Oct 8, 2025 1:10 PM
So. Fucking. Close.
As painful as it is to read a bad novel, it's arguably more painful to read a good novel that could so easily be great, but doesn't quite get there. Is it a worse fate to be unremarkable in your mediocrity, or remarkable for how close you came to achieving greatness? I'm not sure, but Bel Canto surely belongs to the latter group rather than the former.
To her credit, Patchett has been transparent about trying to ape Tolstoy, and for the most part, she pulls it off. I can't say that she ever stretched my powers of conceptual understanding the way the great Russians do - I don't think anyone would ever call Tolstoy simple - but good Lord, when this novel is at its best, it soars. One standout was Fyodorov's monologue, in particular its conclusion, which made me laugh in delight. And there are many great character tidbits throughout, like Reuben's discovery of his talent for gardening. Even if Patchett isn't Tolstoy, she's a damn good writer.
Until we come to that pesky epilogue, which takes the novel's somber meditations and ties them off in the kind of bow that would normally go on a NYT bestseller, tourniquetting a bleeding limb so tightly that the limb must be amputated. It's not that the wrap-up is too short, though it is, or too simple, though it is.

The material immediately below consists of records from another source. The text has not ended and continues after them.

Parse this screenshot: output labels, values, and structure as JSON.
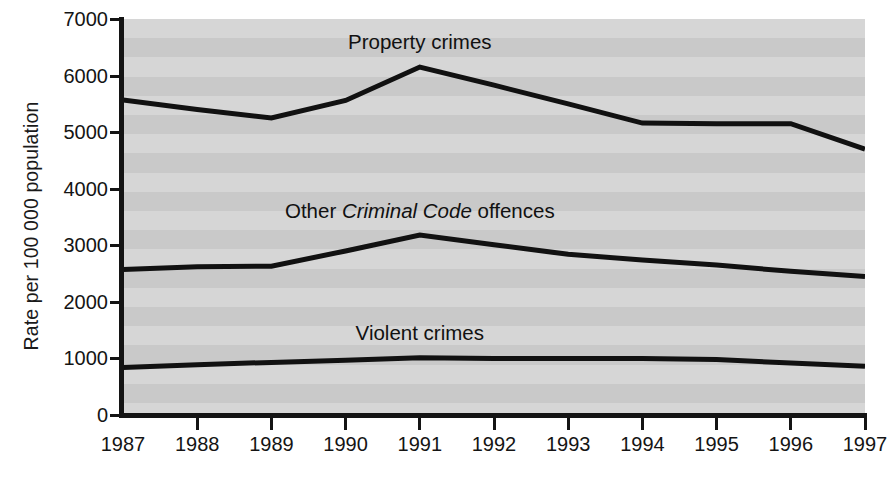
{
  "chart_data": {
    "type": "line",
    "title": "",
    "xlabel": "",
    "ylabel": "Rate per 100 000 population",
    "x": [
      1987,
      1988,
      1989,
      1990,
      1991,
      1992,
      1993,
      1994,
      1995,
      1996,
      1997
    ],
    "categories": [
      "1987",
      "1988",
      "1989",
      "1990",
      "1991",
      "1992",
      "1993",
      "1994",
      "1995",
      "1996",
      "1997"
    ],
    "ylim": [
      0,
      7000
    ],
    "yticks": [
      0,
      1000,
      2000,
      3000,
      4000,
      5000,
      6000,
      7000
    ],
    "ytick_labels": [
      "0",
      "1000",
      "2000",
      "3000",
      "4000",
      "5000",
      "6000",
      "7000"
    ],
    "grid": false,
    "background_bands": true,
    "legend": "inline-annotations",
    "series": [
      {
        "name": "Property crimes",
        "label": "Property crimes",
        "label_plain": "Property crimes",
        "color": "#111111",
        "values": [
          5570,
          5400,
          5250,
          5560,
          6150,
          5830,
          5500,
          5160,
          5150,
          5150,
          4700
        ]
      },
      {
        "name": "Other Criminal Code offences",
        "label_prefix": "Other ",
        "label_italic": "Criminal Code",
        "label_suffix": " offences",
        "label_plain": "Other Criminal Code offences",
        "color": "#111111",
        "values": [
          2570,
          2620,
          2630,
          2900,
          3180,
          3010,
          2840,
          2740,
          2650,
          2540,
          2450
        ]
      },
      {
        "name": "Violent crimes",
        "label": "Violent crimes",
        "label_plain": "Violent crimes",
        "color": "#111111",
        "values": [
          840,
          890,
          930,
          970,
          1010,
          1000,
          1000,
          1000,
          980,
          920,
          860
        ]
      }
    ],
    "annotations": [
      {
        "text": "Property crimes",
        "x_year": 1991,
        "y_value": 6600
      },
      {
        "text": "Other Criminal Code offences",
        "x_year": 1991,
        "y_value": 3600
      },
      {
        "text": "Violent crimes",
        "x_year": 1991,
        "y_value": 1450
      }
    ]
  }
}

The conclusion of Bel Canto is far too saccharine for the story that's been told, for the final turn that story takes. (Spoiler spoiler spoiler ahead.) Even a single line acknowledging that Gen and Roxane had not married for love, but are looking for their lost loves in one another, would have been enough to elevate this novel to greatness. I actually thought that was where it was headed, with Thibault's presence as an observer who could have accurately judged their love. But no! It's some shit about trauma bonding!
That, ultimately, is this novel's failing: it is afraid to take the final, courageous leap into the unknown, into danger, that would make it a masterpiece. Someone once told me that the great Russians would construct their novel with a sort of thematic screw in the middle, a great question around which lesser questions wound. I've certainly found that true of novels like and . , however, never made me think that hard. It occasionally digs into an interesting question - like whether ownership of art belongs to the artist or the observer - and then pulls away, choosing instead a lesser question - like what art does for our lives. (Also, strangely, it hardly touches on the sociopolitical conflict at its center. Rather cowardly, in my opinion.)
Yet, despite this novel's great failure, I can't help but respect it, for it succeeds in so many other ways. Sad to say, but I doubt many modern authors even aspire to classical greatness the way Patchett does. Even if she doesn't get there, I admire her attempt. Every great artist started off unsuccessfully imitating another great artist, after all. Maybe one day she'll get there. And if she does, I hope she rewrites that gosh darn epilogue.